Ancient history

Danton (Georges Jacques)


(Arcis-sur-Aube, 1759 - Paris, 1794.) Politician, one of the most outstanding and controversial figures of the French Revolution, great patriot for some, venal politician for others.

Son of a prosecutor in the bailiwick of Arcis, he completed his law studies in Paris, and joined the bar of the capital. A needy lawyer in his early days, he then enjoyed a more comfortable period thanks to his marriage, his wife's dowry allowing him to buy a position as a lawyer. He threw himself enthusiastically into the revolutionary movement in 1789, chaired the Cordeliers district, before founding the Club of the same name in 1790.
Tall in stature, with a powerful voice, features irregular and marked by smallpox, Danton becomes one of the most listened to orators, first of the Cordeliers, then of the Parisian people.

A member of the Paris Commune in January 1790, he showed himself at this time to be quite moderate, to the point that some would later accuse him of having received funds from the English, the royal family, or the Duke of Orléans. This suspicion of venality will always pursue him. It is certain that he lived in comfort and treated his friends generously in 1792, when he was no longer working.
Member of the directory of the department of Paris, that is to say say of the departmental administration, in January 1791, he displays republican feelings after the flight to Varennes, demands with the Cordeliers the forfeiture and the trial of the king (July 16, 1791). He must then leave Paris for his property in Arcis, then for England. On his return, he stood in vain for the elections for the Legislative Assembly, but was elected deputy prosecutor of the Paris Commune in December, and therefore played a role of primary importance in the course of the Revolution. /P>

He prepares the day of August 10, during which the forfeiture of the king is proclaimed, and will be appointed Minister of Justice the next day. Sitting both on the Executive Council, which he actually led, and on the insurrectionary commune, Danton knew how to keep his cool in the face of the Prussian invasion, prevented the government from leaving Paris for the Loire, sent commissioners to the provinces tasked with galvanizing energies and raising volunteers, had 3,000 suspects arrested in Paris. more daring! always daring! The same day the September massacres began, for which his enemies later reproached him:if he did not take the initiative, he did not try to stop them.
Meanwhile, outside, the tribune negotiates with England, to try to obtain its neutrality, and tries to detach Prussia from Austria. Sent to the Convention by the voters of Paris (September), he became one of the leaders of the left but, attacked by the Girondins* on his financial management at the beginning of October, he had to give up the Ministry of Justice.
Danton votes for the death of the king, then binds himself with Dumouriez during a mission to the army of the North, and on his return proposes the raising of 300,000 men and the creation of the Revolutionary Tribunal in March 1793. He broke definitively with the moderates after the betrayal of Dumouriez, attacked the Girondins and contributed to the creation of the Committee of Public Safety, which he chaired from April to July.

In foreign policy, he continues to negotiate with the enemy to try to dissolve the coalition, but he does not manage, inside, to reduce the high cost of living, nor to put an end to the Vendée and federalist insurrection. :he left the Committee of Public Safety in July. He then just remarried, his first wife having died, and left politics for a while, then Paris to retire to Arcis. Like Robespierre, at the end of the year he opposed the dechristianization advocated by Hébert and his friends, while considering the religion of the Supreme Being as nonsense. On the other hand, he opposes Robespierre on the subject of the Terror, of which he no longer sees the usefulness and calls for its suppression. With his friends, those who are called the Indulgents, like Desmoulins, convinced that peace is the only way to put an end to the Terror and to finally apply the Constitution of 1793, Danton undertakes new negotiations with the enemy.

These plots hinder the policy desired by Robespierre and the Committee of Public Safety who, to get rid of the Indulgents, will mix their cause with that of the Fripons, compromised in the scandal of the liquidation of the Compagnie des Indes. Indicted by Saint-Just, arrested on March 30 with his friends Camille Desmoulins, Hérault de Séchelles and Fabre d'Églantine, Danton was tried by the Revolutionary Court from April 2 to 4.
Le first day of the trial, to President Herman who asks him to indicate his residence, he replies:u My residence? Soon in nothingness, then in the pantheon of history! »
And, on April 4, learning that the Convention had listened to Saint-Just, believed in the conspiracy of the prisons, and voted unanimously for a decree which in fact deprived the accused of speech “Infamous Robespierre! the scaffold demands you! You will not enjoy impunity! You follow me, Robespierre! Condemned to death on April 5, and the verdict rendered without his presence because the public prosecutor, Fouquier-Tinville, had the accused evacuated who wanted to defend themselves, he climbed the scaffold the same day, the last of the "batch", after having declared to the executioner:"You will show my head to the people, it is worth it.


## Assignment
Copy out all of the data that follows, exactly as it appears.

BEGIN Input for this task

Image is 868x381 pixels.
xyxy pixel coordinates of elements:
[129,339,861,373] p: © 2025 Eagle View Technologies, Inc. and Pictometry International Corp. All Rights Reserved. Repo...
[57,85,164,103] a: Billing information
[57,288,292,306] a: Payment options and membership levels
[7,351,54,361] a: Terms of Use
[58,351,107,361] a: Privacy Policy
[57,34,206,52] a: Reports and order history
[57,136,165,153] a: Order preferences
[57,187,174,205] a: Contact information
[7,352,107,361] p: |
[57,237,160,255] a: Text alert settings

END Input for this task

## Answer to this exercise
Image is 868x381 pixels.
xyxy pixel coordinates of elements:
[129,339,861,373] p: © 2025 Eagle View Technologies, Inc. and Pictometry International Corp. All Rights Reserved. Repo...
[57,85,164,103] a: Billing information
[57,288,292,306] a: Payment options and membership levels
[7,351,54,361] a: Terms of Use
[58,351,107,361] a: Privacy Policy
[57,34,206,52] a: Reports and order history
[57,136,165,153] a: Order preferences
[57,187,174,205] a: Contact information
[7,352,107,361] p: |
[57,237,160,255] a: Text alert settings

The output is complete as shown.